Making the Garden

by Christopher Alexander

It has taken me almost fifty years to understand fully that there is a necessary connection between God and architecture, and that this connection is, in part, empirically verifiable. Further, I have come to the view that the sacredness of the physical world—and the potential of the physical world for sacredness—provides a powerful and surprising path towards understanding the existence of God, whatever God may be, as a necessary part of the reality of the universe. If we approach certain empirical questions about architecture in a proper manner, we will come to see God.

Only in the last twenty years has my understanding of this connection taken a definite form, and it continues to develop every day. It has led me to experience explicit visions of God, and to understand, in some very small measure, what kind of entity God may be. It has also given me a way of talking about the divine in concrete, physical terms that everybody can understand.

There can be little doubt that the idea of God, as brought forth from the nineteenth and twentieth centuries, has ­slowly become tired . . . to such an extent that it has difficulty fitting into everyday twenty-first-century discourse. As it stands, it is almost embarrassing to many people, in many walks of life. The question is: Can we find a way to mobilize, afresh, the force of what was once called God, as a way of helping us to recreate the beauty of the Earth?

The view put forth here does not leave our contemporary, physical view of the universe untouched. Indeed, it hints at a conception which must utterly transform our conception of ourselves and our place in the universe. It shows us, in a new fashion, a glimpse of a beauty and majesty in the smallest details of human existence.

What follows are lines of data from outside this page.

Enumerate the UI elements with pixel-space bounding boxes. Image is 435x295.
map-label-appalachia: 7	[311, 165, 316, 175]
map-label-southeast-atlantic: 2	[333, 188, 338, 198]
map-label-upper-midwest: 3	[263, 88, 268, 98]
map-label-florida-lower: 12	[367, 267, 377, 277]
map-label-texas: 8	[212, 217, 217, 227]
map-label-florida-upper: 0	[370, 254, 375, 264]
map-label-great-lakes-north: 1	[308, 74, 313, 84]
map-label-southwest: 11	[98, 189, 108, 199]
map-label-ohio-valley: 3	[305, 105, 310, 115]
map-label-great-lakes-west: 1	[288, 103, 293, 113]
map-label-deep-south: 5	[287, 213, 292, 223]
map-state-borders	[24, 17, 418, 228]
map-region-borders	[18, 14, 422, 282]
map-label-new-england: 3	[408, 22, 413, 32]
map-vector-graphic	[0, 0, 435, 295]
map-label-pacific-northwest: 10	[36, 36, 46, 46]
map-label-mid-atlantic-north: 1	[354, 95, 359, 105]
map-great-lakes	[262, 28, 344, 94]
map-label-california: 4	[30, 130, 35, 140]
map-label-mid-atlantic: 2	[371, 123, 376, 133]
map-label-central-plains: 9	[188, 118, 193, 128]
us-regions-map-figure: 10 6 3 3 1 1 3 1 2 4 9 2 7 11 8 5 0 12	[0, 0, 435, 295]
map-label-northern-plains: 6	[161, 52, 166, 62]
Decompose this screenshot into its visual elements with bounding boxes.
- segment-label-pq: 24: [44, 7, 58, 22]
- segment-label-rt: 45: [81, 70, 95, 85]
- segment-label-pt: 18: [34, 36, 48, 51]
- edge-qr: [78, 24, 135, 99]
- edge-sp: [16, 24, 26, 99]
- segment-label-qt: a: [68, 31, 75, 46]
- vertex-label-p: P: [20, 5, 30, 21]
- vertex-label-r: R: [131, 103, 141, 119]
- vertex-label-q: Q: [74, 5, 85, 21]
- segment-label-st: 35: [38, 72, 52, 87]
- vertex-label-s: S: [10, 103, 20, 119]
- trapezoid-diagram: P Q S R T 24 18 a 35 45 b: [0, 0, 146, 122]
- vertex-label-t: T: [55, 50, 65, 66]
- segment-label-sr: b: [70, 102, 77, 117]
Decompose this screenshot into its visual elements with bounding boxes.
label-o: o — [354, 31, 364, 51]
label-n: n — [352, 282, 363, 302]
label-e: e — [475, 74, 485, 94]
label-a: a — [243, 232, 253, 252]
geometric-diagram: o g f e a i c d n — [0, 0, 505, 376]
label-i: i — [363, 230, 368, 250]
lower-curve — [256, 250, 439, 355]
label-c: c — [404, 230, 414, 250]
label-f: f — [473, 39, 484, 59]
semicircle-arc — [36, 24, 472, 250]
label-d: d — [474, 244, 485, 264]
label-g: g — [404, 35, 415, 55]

All this comes from the work of paying attention to the Earth, its land and rocks and trees, its buildings, the people and ants and birds and creatures all together, and the blades of grass. It comes from realizing that the task of making and remaking the Earth—that which we sometimes call architecture—is at the core of any commonsense understanding of the divine.

In 1956, I began for the first time, consciously, to try to find out what architecture is. I had received a degree in mathematics, at Trinity College, Cambridge, and, as I had always intended, began a second degree, this time in architecture, also at Trinity. As I took in what I was being taught, I felt that the then-prevailing idea of architecture was rootless and arbitrary, mainly governed by styles and pointless quirks of style, and that what architects typically said about it was peculiar, often meaningless and egocentric. In 1958, as early as I could after completing my architecture degree, I left to go to the United States, to do a Ph.D. in architecture at Harvard. That was the moment when I first got my feet on the ground, and began trying to define the nature of architecture from first principles.

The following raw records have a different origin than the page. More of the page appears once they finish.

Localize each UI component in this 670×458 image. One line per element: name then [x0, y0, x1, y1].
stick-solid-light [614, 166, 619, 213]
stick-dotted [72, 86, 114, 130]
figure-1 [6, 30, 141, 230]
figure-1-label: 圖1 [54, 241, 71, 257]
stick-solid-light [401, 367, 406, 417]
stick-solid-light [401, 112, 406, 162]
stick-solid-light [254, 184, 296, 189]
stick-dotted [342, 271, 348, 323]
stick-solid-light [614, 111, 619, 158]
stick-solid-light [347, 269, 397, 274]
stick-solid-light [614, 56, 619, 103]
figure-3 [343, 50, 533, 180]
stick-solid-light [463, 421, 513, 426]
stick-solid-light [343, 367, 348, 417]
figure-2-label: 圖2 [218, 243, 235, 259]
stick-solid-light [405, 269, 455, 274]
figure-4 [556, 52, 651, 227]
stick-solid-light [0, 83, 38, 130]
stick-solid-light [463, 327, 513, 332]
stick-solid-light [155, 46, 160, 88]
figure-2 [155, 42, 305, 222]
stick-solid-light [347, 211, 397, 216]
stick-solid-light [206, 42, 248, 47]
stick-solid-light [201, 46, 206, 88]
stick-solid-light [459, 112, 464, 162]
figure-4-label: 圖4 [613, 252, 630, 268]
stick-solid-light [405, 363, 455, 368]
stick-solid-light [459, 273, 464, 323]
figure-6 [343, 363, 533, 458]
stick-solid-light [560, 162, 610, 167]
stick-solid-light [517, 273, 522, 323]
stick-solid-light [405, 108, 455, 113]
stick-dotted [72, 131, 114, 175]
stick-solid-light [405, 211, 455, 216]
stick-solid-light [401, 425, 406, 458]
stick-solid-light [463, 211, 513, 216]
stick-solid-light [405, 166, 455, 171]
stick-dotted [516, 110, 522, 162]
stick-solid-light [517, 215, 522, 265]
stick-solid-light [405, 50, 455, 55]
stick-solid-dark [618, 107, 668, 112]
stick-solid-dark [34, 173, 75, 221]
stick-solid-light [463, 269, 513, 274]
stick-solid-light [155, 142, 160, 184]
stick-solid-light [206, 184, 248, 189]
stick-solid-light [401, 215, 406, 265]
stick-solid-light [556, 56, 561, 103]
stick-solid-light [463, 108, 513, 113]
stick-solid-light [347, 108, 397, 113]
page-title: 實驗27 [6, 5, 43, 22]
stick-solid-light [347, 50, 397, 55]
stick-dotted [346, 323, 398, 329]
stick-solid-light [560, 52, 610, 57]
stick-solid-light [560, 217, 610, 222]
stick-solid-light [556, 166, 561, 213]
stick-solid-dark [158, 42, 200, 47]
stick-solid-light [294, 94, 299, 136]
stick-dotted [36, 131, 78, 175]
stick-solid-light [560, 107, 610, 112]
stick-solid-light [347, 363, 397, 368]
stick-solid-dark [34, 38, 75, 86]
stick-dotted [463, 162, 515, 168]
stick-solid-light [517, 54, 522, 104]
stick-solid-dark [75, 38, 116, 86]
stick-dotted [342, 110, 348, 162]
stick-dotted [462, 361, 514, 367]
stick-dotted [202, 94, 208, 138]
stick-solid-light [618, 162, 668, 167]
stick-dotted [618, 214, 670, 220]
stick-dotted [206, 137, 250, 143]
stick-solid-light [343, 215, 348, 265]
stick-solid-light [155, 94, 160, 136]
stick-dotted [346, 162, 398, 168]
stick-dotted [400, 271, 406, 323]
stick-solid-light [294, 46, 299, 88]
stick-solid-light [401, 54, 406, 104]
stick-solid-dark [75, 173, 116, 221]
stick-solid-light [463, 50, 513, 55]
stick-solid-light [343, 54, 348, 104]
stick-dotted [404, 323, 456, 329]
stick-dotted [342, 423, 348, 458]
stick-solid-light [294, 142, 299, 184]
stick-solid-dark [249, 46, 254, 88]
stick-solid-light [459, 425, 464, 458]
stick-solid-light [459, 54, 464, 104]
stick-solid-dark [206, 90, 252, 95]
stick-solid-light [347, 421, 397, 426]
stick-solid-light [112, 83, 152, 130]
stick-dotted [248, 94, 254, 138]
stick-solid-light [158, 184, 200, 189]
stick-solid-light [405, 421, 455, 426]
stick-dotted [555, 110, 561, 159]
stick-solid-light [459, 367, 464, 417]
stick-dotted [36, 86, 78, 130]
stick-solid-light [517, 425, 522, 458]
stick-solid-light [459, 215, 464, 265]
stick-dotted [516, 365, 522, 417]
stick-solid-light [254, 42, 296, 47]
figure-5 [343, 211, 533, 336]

To have something solid that I could be sure of, I started by examining the smallest particles of functional effect that I could discern in buildings, paying attention to small and sometimes barely significant aspects of the ways that buildings affect people. My purpose in doing this was to focus on the smallest particles of fact that I could be certain of: something that was extraordinarily difficult given the porridge of mush that then passed for architectural theory. In those early years, my studies were based on the most ordinary, miniscule observations about usefulness and the effect of buildings on the people who lived in them, always keeping the observations modest, ­reliable, and detailed—small enough and solid enough that I could be sure that they were true.

At first I included very small particulars of functional effect of any kind that made a practical difference to daily life . . . a shelf beside the door where one could put a packet down while searching for one’s keys, for instance, or the possibility of a sunbeam coming into a room and falling on the floor.

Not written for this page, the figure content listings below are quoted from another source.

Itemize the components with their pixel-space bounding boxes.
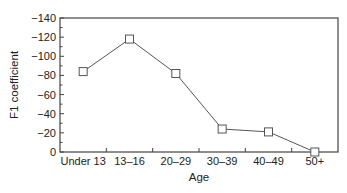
y-axis: 0−20−40−60−80−100−120−140 [31, 12, 64, 158]
x-tick-label: 20–29 [161, 155, 192, 167]
x-axis: Under 1313–1620–2930–3940–4950+ [61, 148, 325, 167]
plot-frame [60, 18, 338, 152]
data-series [79, 35, 319, 156]
y-tick-label: −100 [31, 50, 56, 62]
y-tick-label: −40 [37, 108, 56, 120]
y-tick-label: −140 [31, 12, 56, 24]
x-tick-label: 13–16 [114, 155, 145, 167]
y-tick-label: 0 [50, 146, 56, 158]
data-point-marker [126, 35, 134, 43]
x-tick-label: 50+ [305, 155, 324, 167]
data-point-marker [79, 68, 87, 76]
y-tick-label: −20 [37, 127, 56, 139]
data-point-marker [311, 148, 319, 156]
y-tick-label: −60 [37, 89, 56, 101]
data-point-marker [172, 70, 180, 78]
x-tick-label: 40–49 [253, 155, 284, 167]
plot-border [60, 18, 338, 152]
y-tick-label: −120 [31, 31, 56, 43]
x-tick-label: Under 13 [61, 155, 106, 167]
line-chart: 0−20−40−60−80−100−120−140 Under 1313–162… [0, 0, 347, 193]
series-line [83, 39, 315, 152]
x-axis-title: Age [189, 171, 209, 183]
y-tick-label: −80 [37, 69, 56, 81]
data-point-marker [265, 128, 273, 136]
x-tick-label: 30–39 [207, 155, 238, 167]
data-point-marker [218, 125, 226, 133]
y-axis-title: F1 coefficient [8, 50, 20, 119]
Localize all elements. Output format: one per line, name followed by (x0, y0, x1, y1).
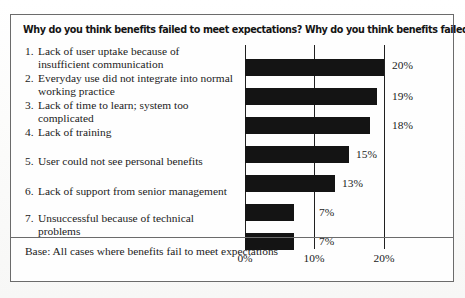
category-text-5: User could not see personal benefits (38, 155, 233, 168)
bar-1 (245, 59, 384, 76)
category-text-6: Lack of support from senior management (38, 185, 233, 198)
category-text-7: Unsuccessful because of technical proble… (38, 212, 233, 238)
xtick-label-20: 20% (374, 252, 395, 264)
category-label-2: 2. Everyday use did not integrate into n… (25, 72, 233, 98)
category-label-3: 3. Lack of time to learn; system too com… (25, 99, 233, 125)
category-number-2: 2. (25, 72, 38, 85)
bar-value-3: 18% (392, 119, 413, 131)
category-label-7: 7. Unsuccessful because of technical pro… (25, 212, 233, 238)
category-text-1: Lack of user uptake because of insuffici… (38, 45, 233, 71)
category-text-2: Everyday use did not integrate into norm… (38, 72, 233, 98)
category-number-5: 5. (25, 155, 38, 168)
category-number-1: 1. (25, 45, 38, 58)
category-text-3: Lack of time to learn; system too compli… (38, 99, 233, 125)
bar-value-2: 19% (392, 90, 413, 102)
category-label-6: 6. Lack of support from senior managemen… (25, 185, 233, 198)
category-number-3: 3. (25, 99, 38, 112)
bar-value-6: 7% (319, 206, 334, 218)
gridline-20 (384, 45, 385, 249)
bar-value-4: 15% (356, 148, 377, 160)
plot-area: 20% 19% 18% 15% 13% 7% 7% 0% 10% 20% (234, 47, 449, 259)
category-number-4: 4. (25, 126, 38, 139)
chart-frame: Why do you think benefits failed to meet… (10, 14, 454, 282)
category-number-6: 6. (25, 185, 38, 198)
footer-divider (11, 237, 453, 238)
bar-4 (245, 146, 349, 163)
bar-3 (245, 117, 370, 134)
xtick-label-10: 10% (304, 252, 325, 264)
chart-title: Why do you think benefits failed to meet… (23, 23, 416, 35)
bar-value-5: 13% (342, 177, 363, 189)
category-label-1: 1. Lack of user uptake because of insuff… (25, 45, 233, 71)
category-label-list: 1. Lack of user uptake because of insuff… (25, 45, 233, 250)
category-label-5: 5. User could not see personal benefits (25, 155, 233, 168)
bar-6 (245, 204, 294, 221)
bar-5 (245, 175, 335, 192)
category-text-4: Lack of training (38, 126, 233, 139)
bar-2 (245, 88, 377, 105)
category-number-7: 7. (25, 212, 38, 225)
plot-inner: 20% 19% 18% 15% 13% 7% 7% 0% 10% 20% (245, 47, 385, 247)
base-note: Base: All cases where benefits fail to m… (25, 245, 278, 257)
category-label-4: 4. Lack of training (25, 126, 233, 139)
bar-value-1: 20% (392, 59, 413, 71)
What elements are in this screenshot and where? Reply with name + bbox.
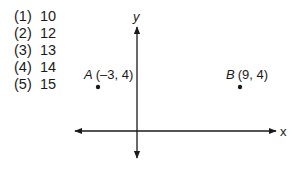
point-a — [96, 85, 100, 89]
x-axis-label: x — [280, 124, 287, 139]
coordinate-plane: y x A(–3, 4) B(9, 4) — [0, 0, 301, 169]
point-b-label: B(9, 4) — [226, 67, 268, 82]
point-b — [238, 85, 242, 89]
y-axis-label: y — [132, 9, 141, 24]
point-a-coords: (–3, 4) — [96, 67, 134, 82]
point-b-name: B — [226, 67, 235, 82]
point-a-name: A — [83, 67, 93, 82]
point-a-label: A(–3, 4) — [83, 67, 133, 82]
point-b-coords: (9, 4) — [238, 67, 268, 82]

I soon realized that some of these details were very much more significant than others. Those like the first (the shelf) tended to be pedestrian, even though useful; while those like the second (the sunbeam) were more uplifting, and clearly mattered more in some obvious but profound sense. They had a greater impact on people’s mental and emotional health. And they had more to do with beauty. So I began to focus on those miniscule points that mattered more, in the sense of the second example. Gradually, then, I was able to see how buildings support human ­well-being—not so much mechanical or material well-­being, but rather the emotional well-being that makes a person feel comfortable in himself. And as I studied these small effects carefully, gradually I was led to a conception of the wholeness and wellness that might, under ideal circumstances, arise between buildings and human beings.

Starting with these humble and detailed pictures of what seemed to matter in a building, for fifty years I have struggled to provide a basis for architecture that can sustain human feeling and the human spirit. I made an effort to penetrate the logic of architecture, and the logic of architectural value, in the hope that I could alter the devastating effect on human beings and on human society of what had become known as “modern” architecture. I hoped to replace this faceless thing with an idea and practice of architecture that would help us sustain the sanctity of life, both in our hearts and in society.